Remember when Justin Trudeau said that his government's decisions would be evidence based and follow scientific knowledge - unlike the Harper government?
Many of us who have been watching the Trudeau government's decisions and policies have been left to wonder what happened to that bold promise? It just didn't seem to hold water.
Apparently we lay-folks weren't alone. Our skepticism and concerns, as it turns out, are widely shared by Canada's scientific community.
Now 1,500 have signed an open letter to the prime minister asking that he keep his word.
By early afternoon on Tuesday, some 1,500 scientists across the country had signed on to the letter, urging the federal government to deliver on its promise to make decisions based on evidence. This at a time when there are signs — such as its recent approval of a controversial gas terminal in British Columbia — that the Trudeau government is doing the opposite.
Aerin Jacob, a post-doctoral fellow based at the University of Victoria who studies tradeoffs in conservation planning and sustainable development, was one of six scientists who helped spearhead the letter. She said they restricted the signatories to early career researchers, which are people within a few years of completing their PhDs or post-doctoral studies. None of them have permanent jobs and so they are putting themselves at risk by speaking out.

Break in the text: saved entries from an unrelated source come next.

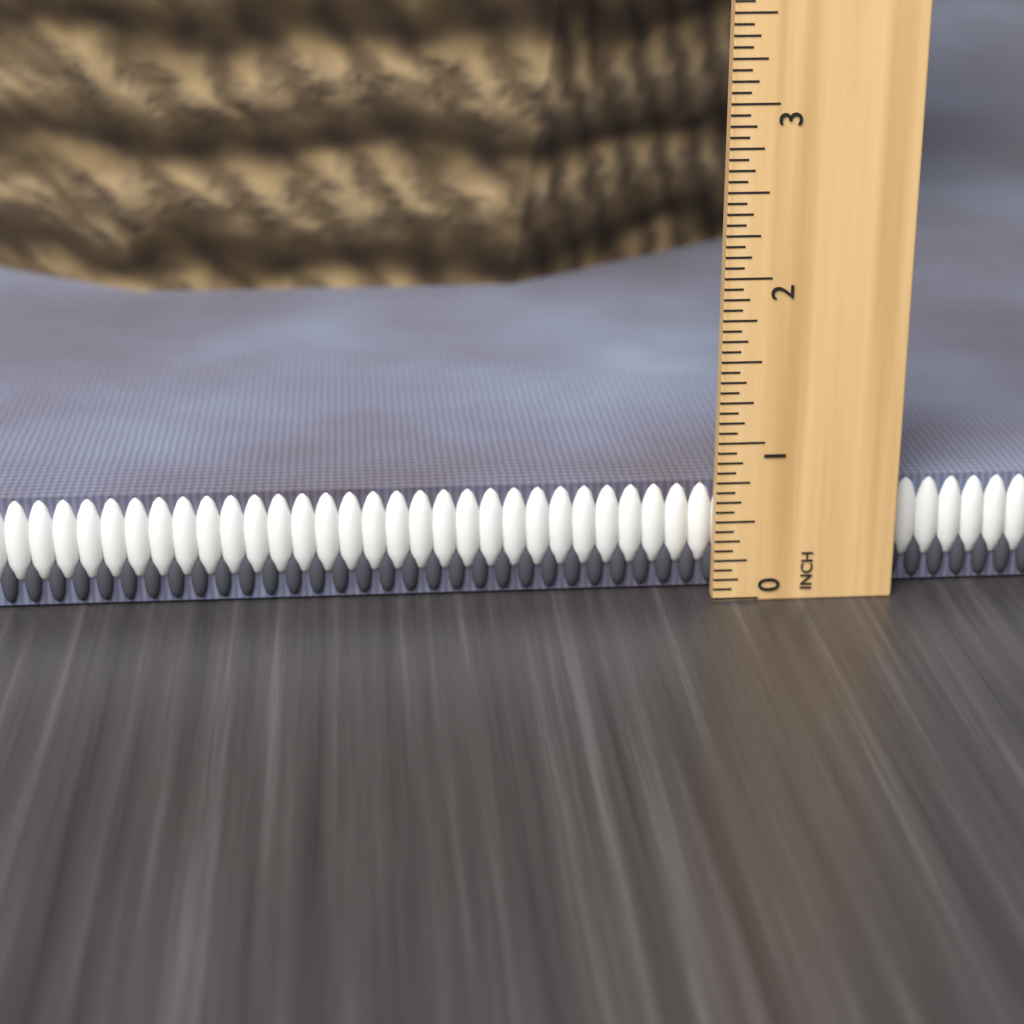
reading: 0.6875 in
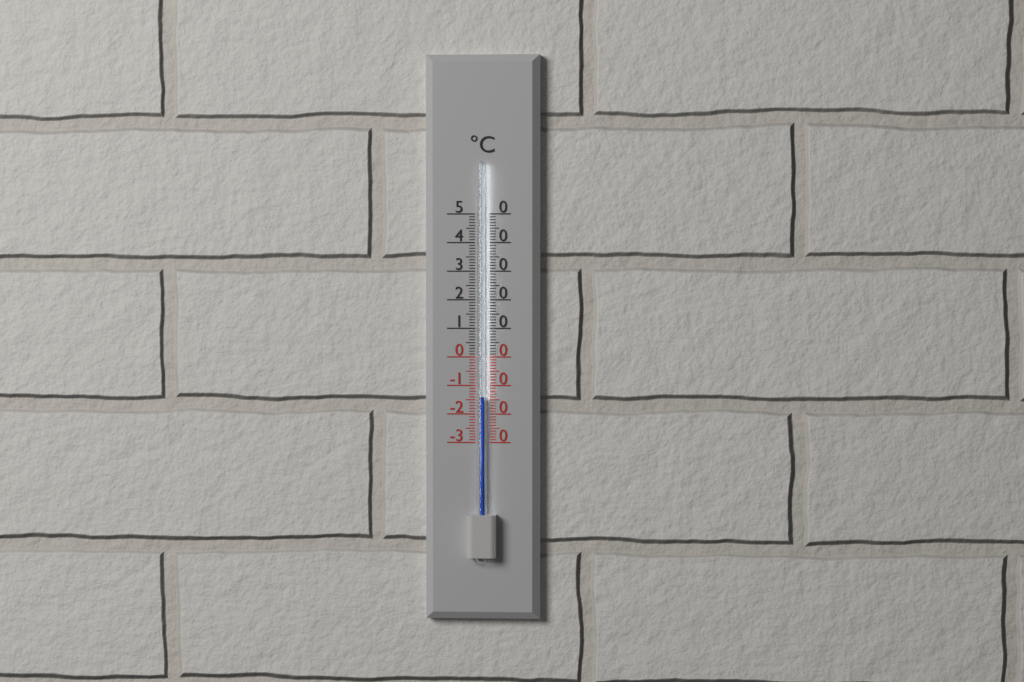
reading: -14 °C
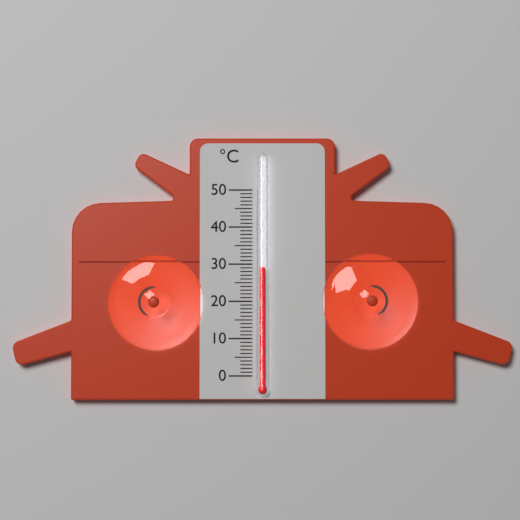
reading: 29 °C
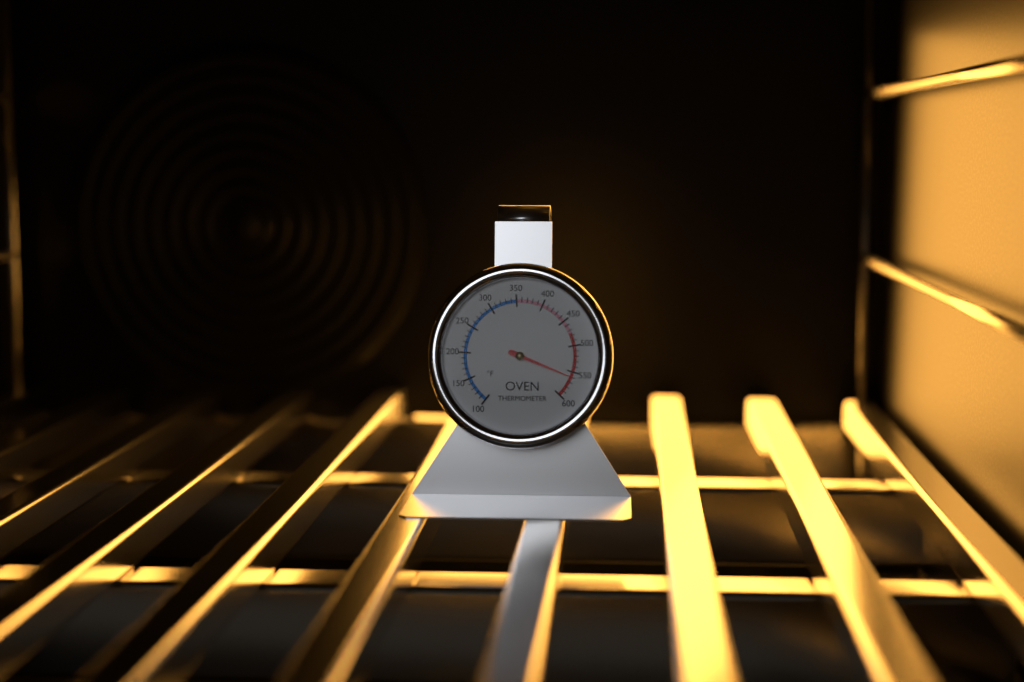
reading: 560 °F
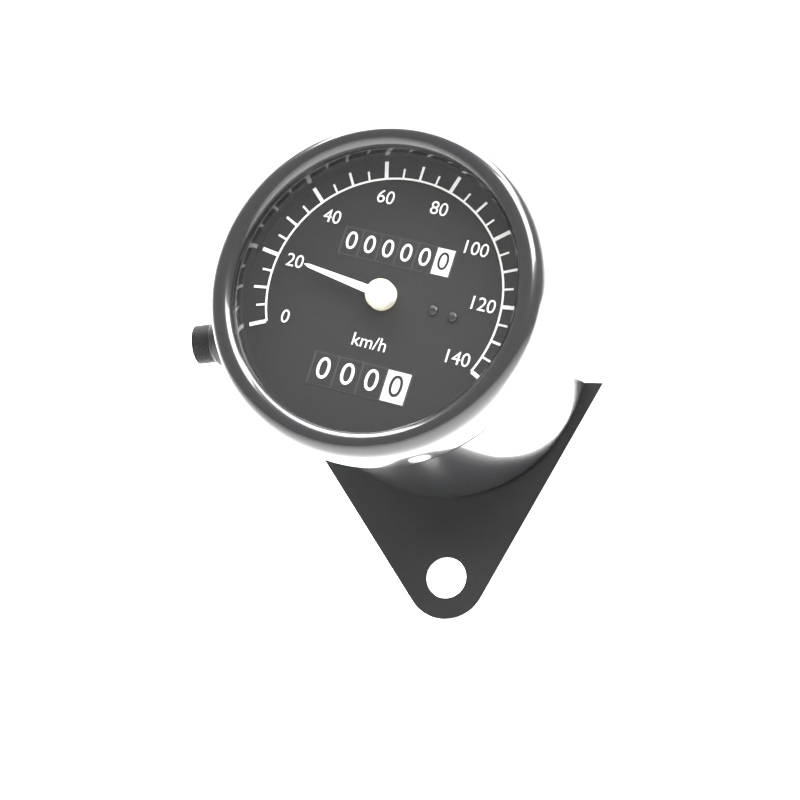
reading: 20 km/h
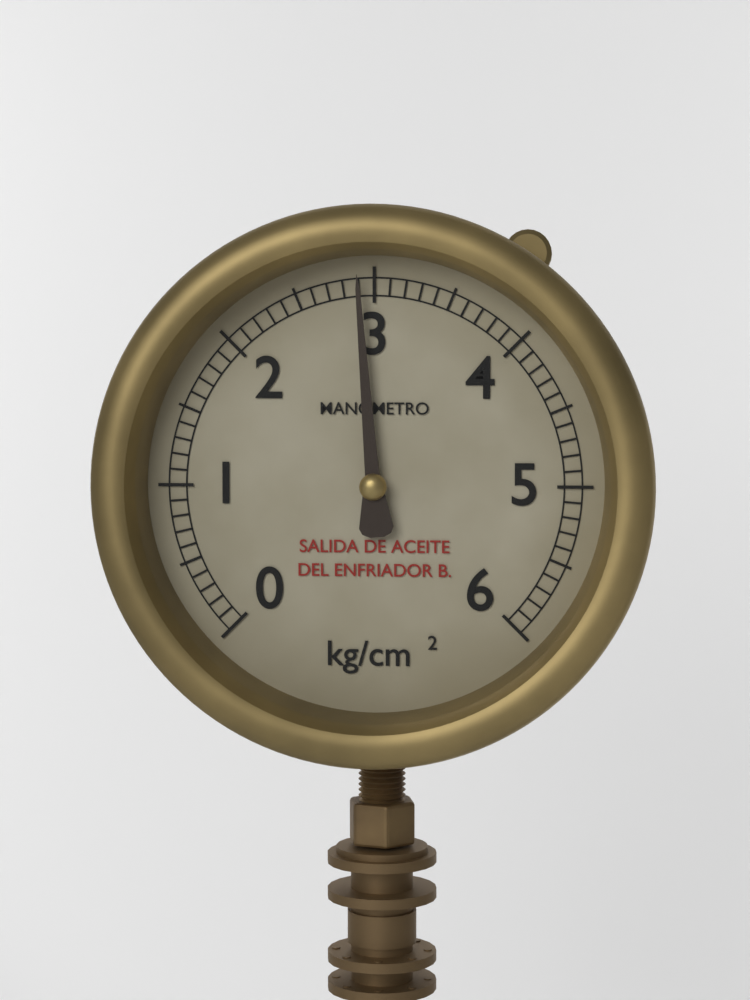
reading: 2.9 kg/cm²
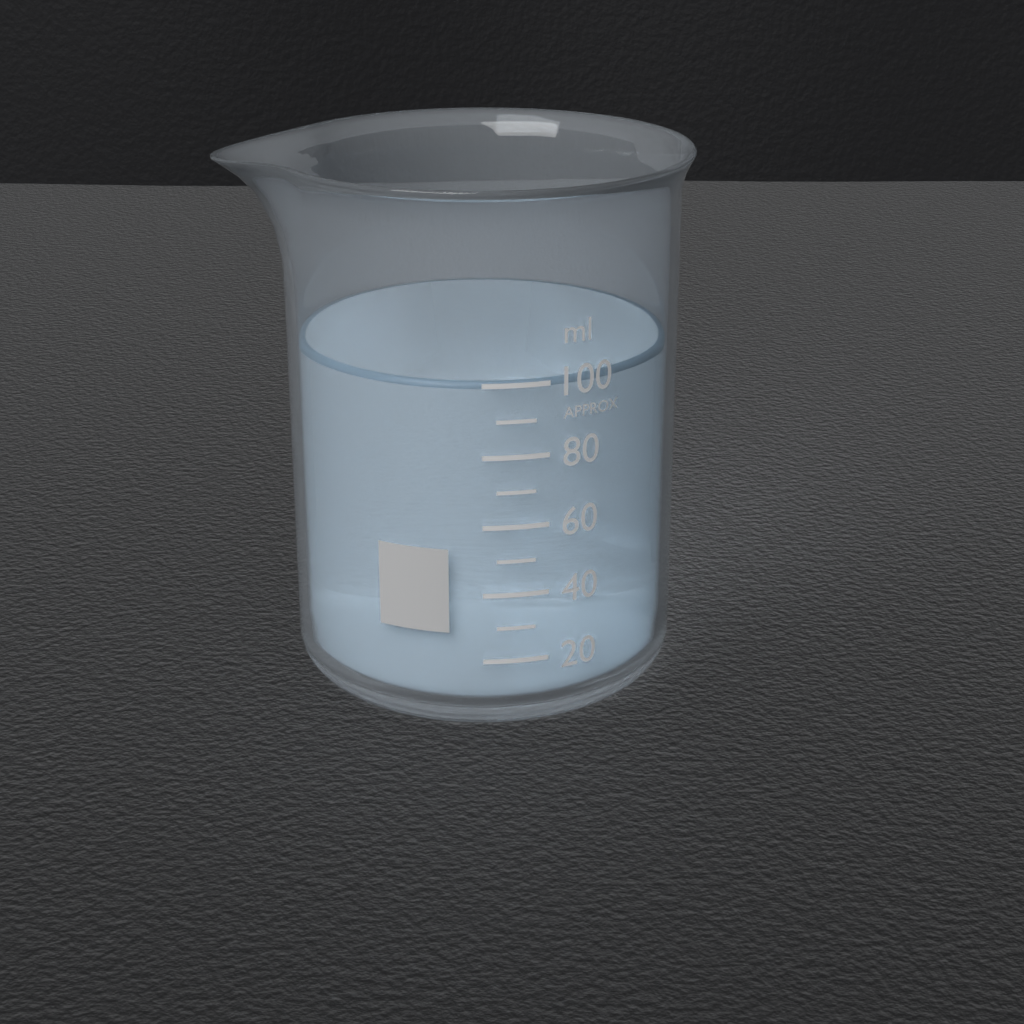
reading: 100 ml
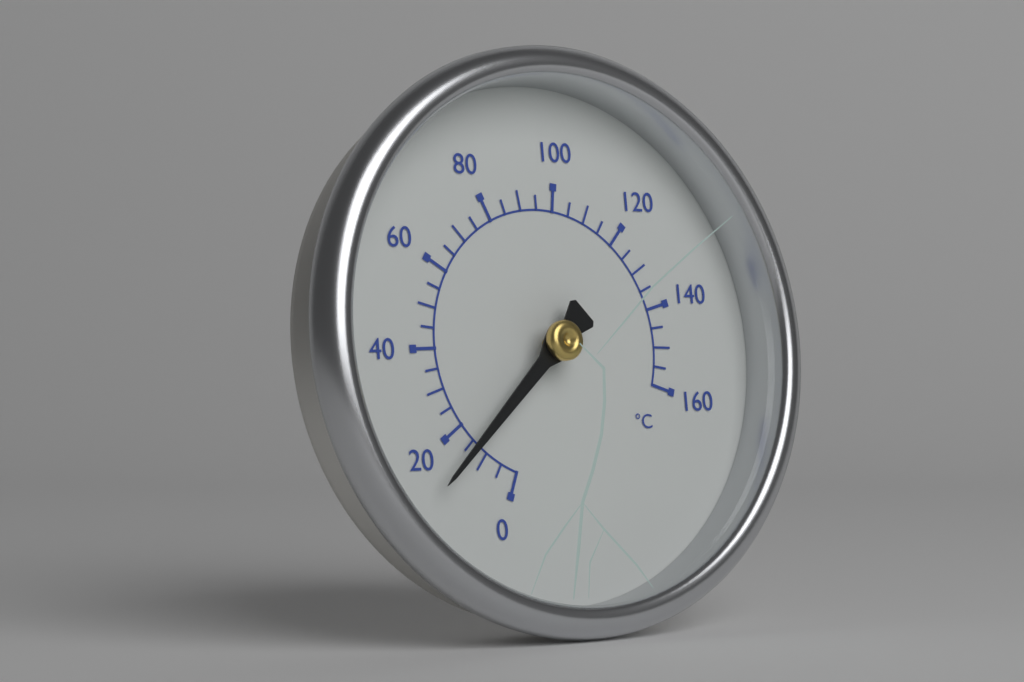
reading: 15 °C
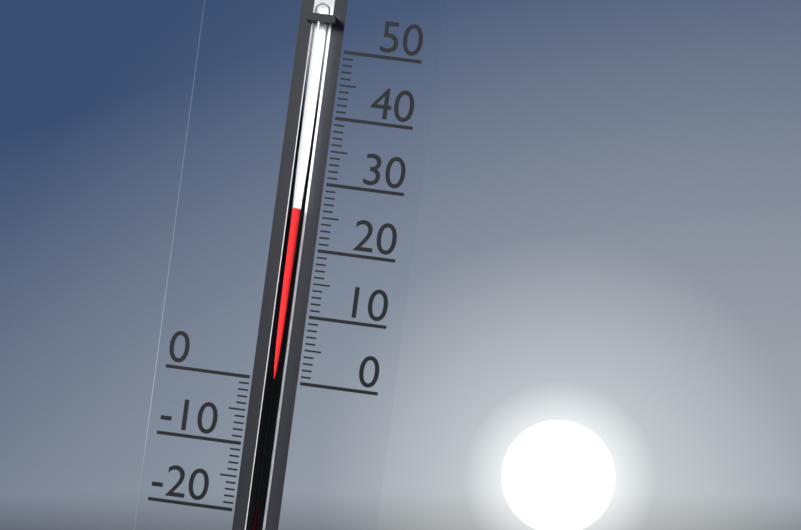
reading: 26 (no unit)
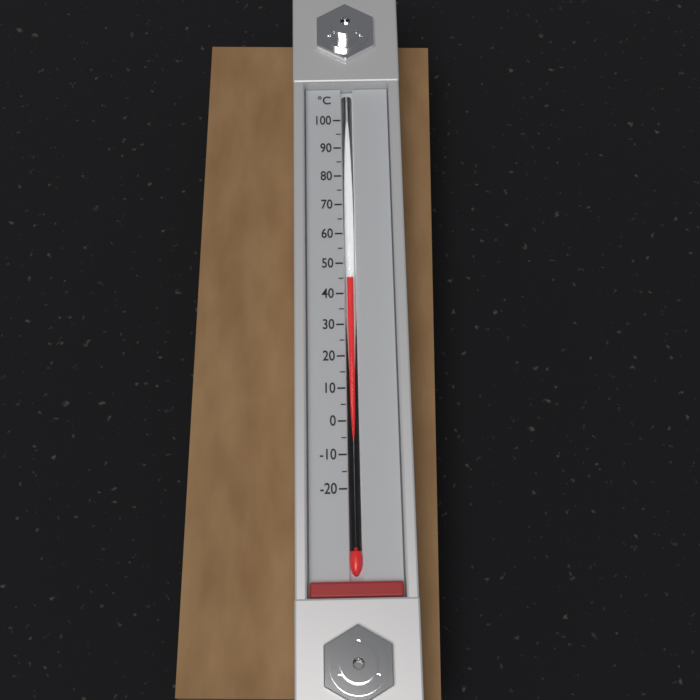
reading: 45 °C
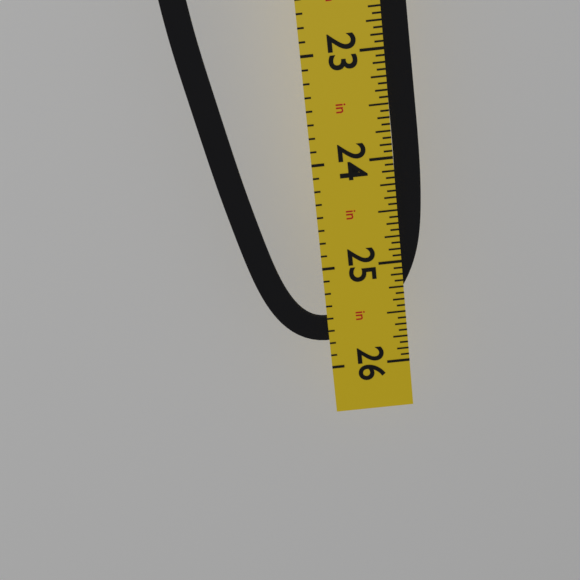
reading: 25.7500 in
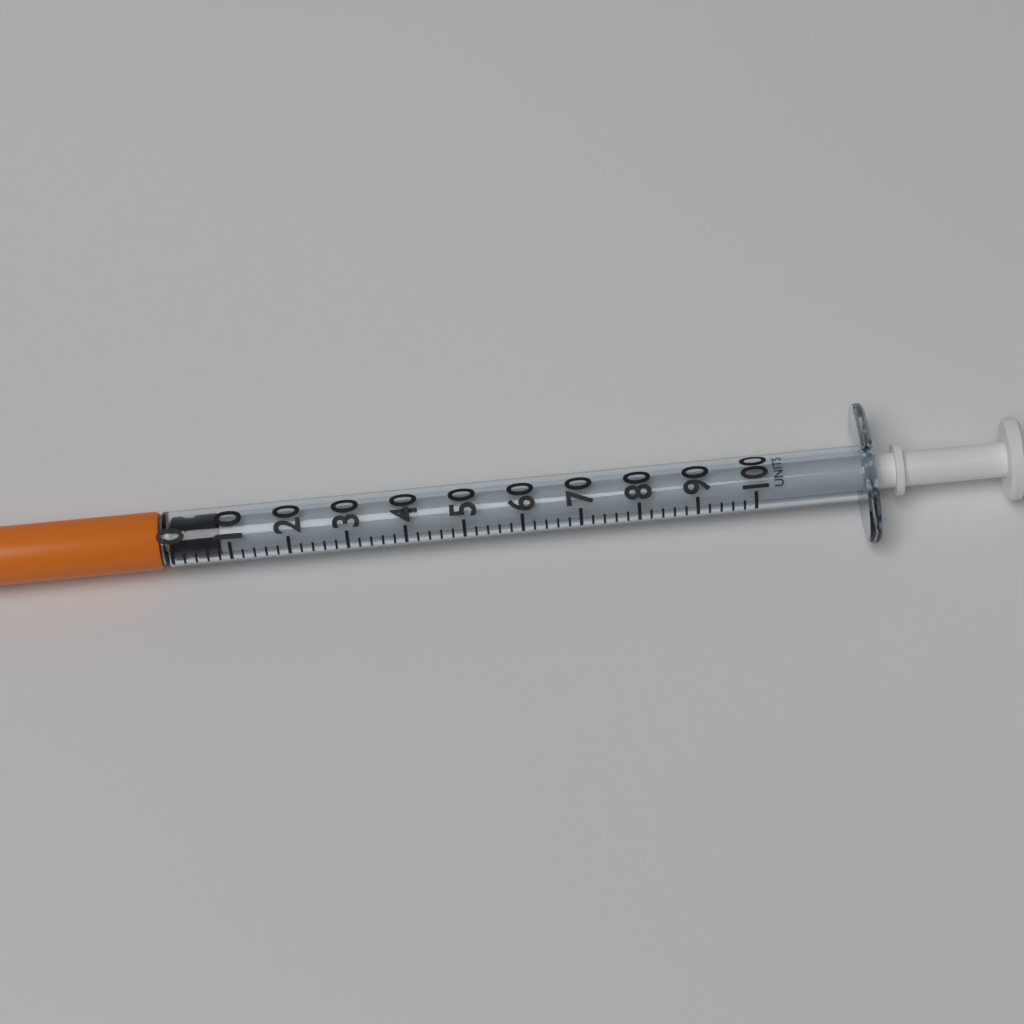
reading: 0 units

1. Seek and act on the best available evidence
2. Make all information from environmental assessments permanently and publicly available.
3. Assess cumulative environmental effects from past, present, and future projects and activities across multiple scales.
4. Work to prevent and eliminate real, apparent, or potential conflicts-of-interest by requiring public disclosure.
5. Develop explicit decision-making criteria and provide full, transparent rationale of factors considered.
The case of the [LNG]gas terminal is one of a series of recent examples of the government restricting access to federal experts who can explain decisions in an open and transparent way:
The Canadian Environmental Assessment Agency declined an interview request from National Observer to speak with one of its scientists about its assessment of the Pacific NorthWest LNG project. It also declined to answer questions about how it reviewed evidence and its methodology used to evaluate the environmental impacts of the gas terminal project, explaining that it now faced legal proceedings about the decision on the LNG project and that it would respond to those in court.
Environment and Climate Change Canada has used similar reasoning to prevent its engineers from talking to reporters about their work in reviewing the Volkswagen emissions cheating scandal that has resulted in billions of dollars worth of sanctions in the U.S., but no immediate punishment yet in Canada.
The National Energy Board, the federal agency that regulates pipelines and electrical transmission lines, has frequently declined requests from National Observer to answer questions about pipeline safety as well as to grant interviews with experts on topics such as its economic forecasts.
The Trudeau government is doing better than Harper's government at following science, at least where that doesn't get in its way, but that's setting the bar ridiculously low. The five recommended conditions ought to be where the bar is reset, a threshold.
Trudeau promised more. It's time he kept his word.
Trudeau's duplicity is not lost on the rest of the world.
ReplyDeletehttps://www.theguardian.com/world/2016/nov/15/climate-change-canada-fossil-fuel-subsidies-carbon-trudeau
TB
They are running feel good ads on TV talking about how BC will be cleaning up the environment by producing liquefied natural gas. I'm paraphrasing but you get the point that someone is trying to convince us that natural gas is clean.